Another major and excellent point the podcast brought up was that not everyone is going to be excited about or on board with your holiday. Plenty of people hate Christmas. It might make them feel alone, or poor, or simply stressed out by all the obligations. Fake holidays will mean different things to different people, the same as real ones do.
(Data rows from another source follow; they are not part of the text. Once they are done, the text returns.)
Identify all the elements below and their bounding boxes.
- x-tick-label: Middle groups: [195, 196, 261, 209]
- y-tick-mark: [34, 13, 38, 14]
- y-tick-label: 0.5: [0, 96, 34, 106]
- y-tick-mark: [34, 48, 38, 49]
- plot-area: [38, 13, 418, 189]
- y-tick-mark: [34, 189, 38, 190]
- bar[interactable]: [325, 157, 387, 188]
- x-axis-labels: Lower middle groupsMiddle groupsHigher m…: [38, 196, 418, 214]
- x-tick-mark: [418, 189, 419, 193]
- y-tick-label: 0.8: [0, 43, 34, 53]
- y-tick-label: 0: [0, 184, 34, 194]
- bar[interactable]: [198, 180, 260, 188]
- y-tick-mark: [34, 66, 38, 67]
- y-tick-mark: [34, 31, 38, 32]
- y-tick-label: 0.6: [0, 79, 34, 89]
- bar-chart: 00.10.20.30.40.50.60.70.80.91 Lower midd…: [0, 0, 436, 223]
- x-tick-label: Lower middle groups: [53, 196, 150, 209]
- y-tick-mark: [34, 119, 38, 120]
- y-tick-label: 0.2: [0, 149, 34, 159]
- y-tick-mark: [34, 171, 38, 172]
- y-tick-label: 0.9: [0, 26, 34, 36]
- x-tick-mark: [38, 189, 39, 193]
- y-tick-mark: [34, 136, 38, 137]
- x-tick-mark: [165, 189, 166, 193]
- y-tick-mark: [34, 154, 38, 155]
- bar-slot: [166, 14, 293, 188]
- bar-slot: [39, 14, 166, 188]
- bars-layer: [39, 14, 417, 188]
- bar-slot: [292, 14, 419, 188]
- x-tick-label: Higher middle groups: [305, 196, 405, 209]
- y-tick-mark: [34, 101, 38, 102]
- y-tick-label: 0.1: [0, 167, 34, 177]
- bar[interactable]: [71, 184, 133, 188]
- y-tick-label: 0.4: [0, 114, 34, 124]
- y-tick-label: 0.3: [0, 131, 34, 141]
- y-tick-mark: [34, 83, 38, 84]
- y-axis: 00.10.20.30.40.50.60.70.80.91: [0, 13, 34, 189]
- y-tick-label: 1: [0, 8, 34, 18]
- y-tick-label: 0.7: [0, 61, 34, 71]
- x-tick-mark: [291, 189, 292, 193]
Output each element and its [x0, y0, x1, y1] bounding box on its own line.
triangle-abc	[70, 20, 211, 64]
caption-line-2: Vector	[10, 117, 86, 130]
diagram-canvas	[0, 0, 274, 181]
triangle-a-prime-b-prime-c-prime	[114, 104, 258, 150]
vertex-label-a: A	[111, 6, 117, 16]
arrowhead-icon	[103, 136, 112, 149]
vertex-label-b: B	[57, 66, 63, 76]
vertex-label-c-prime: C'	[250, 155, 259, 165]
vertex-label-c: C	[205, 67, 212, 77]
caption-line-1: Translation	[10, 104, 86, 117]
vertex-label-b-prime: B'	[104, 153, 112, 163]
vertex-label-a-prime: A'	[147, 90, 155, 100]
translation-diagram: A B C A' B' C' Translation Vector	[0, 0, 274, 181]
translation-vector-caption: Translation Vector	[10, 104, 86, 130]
The best holidays I have written have tended to be made from one or more isolated pieces of real world holidays remixed and tailored to the society, with a few arbitrary decorative nods that give it the feel of specific tradition. For example, let's take something easy like gift giving from Christmas and strip away all the Christmas off it. Our holiday is primarily just the gift giving, and lots of it. Then, rather than making it a celebration for family and people you get on well with, let's toss some Yom Kippur into the mix- these are gifts of atonement and they are given to people you have wronged. For an arbitrary element, let's pick the color orange- the gifts are always wrapped in orange cloth or paper, or at least have an orange ribbon, so much so that in our society orange has this pervasive conotation of shame and wrongdoing. Picking a time of year is trickier, because it changes what the holiday means depending on where it goes: put it in fall, at harvest time, and it becomes a message of "you are in a position of excess, you should be generous and balance your accounts"; put it in winter and it not only takes on a memento mori quality, but it means people who have been wronged are getting gifts and help in the coldest, darkest part of the year, when they likely need it most; put it in spring, and the emphasis seems naturally to be new beginnings and putting old feuds behind. All of these are great, and there's a hundred potential stories that can spring up: a person who has seriously wronged someone but does not have the money to get them a sufficient gift, and must risk wronging someone else to do it; someone who holds a grudge for something serious, but receives no present or one too small to satisfy their sense of justice; someone who doesn't think they've been wronged at all, but suddenly finds themselves the recipient of a lavish anonymous gift that indicates someone did something terrible to them that they don't know about yet.
So those are my thoughts on made up holidays.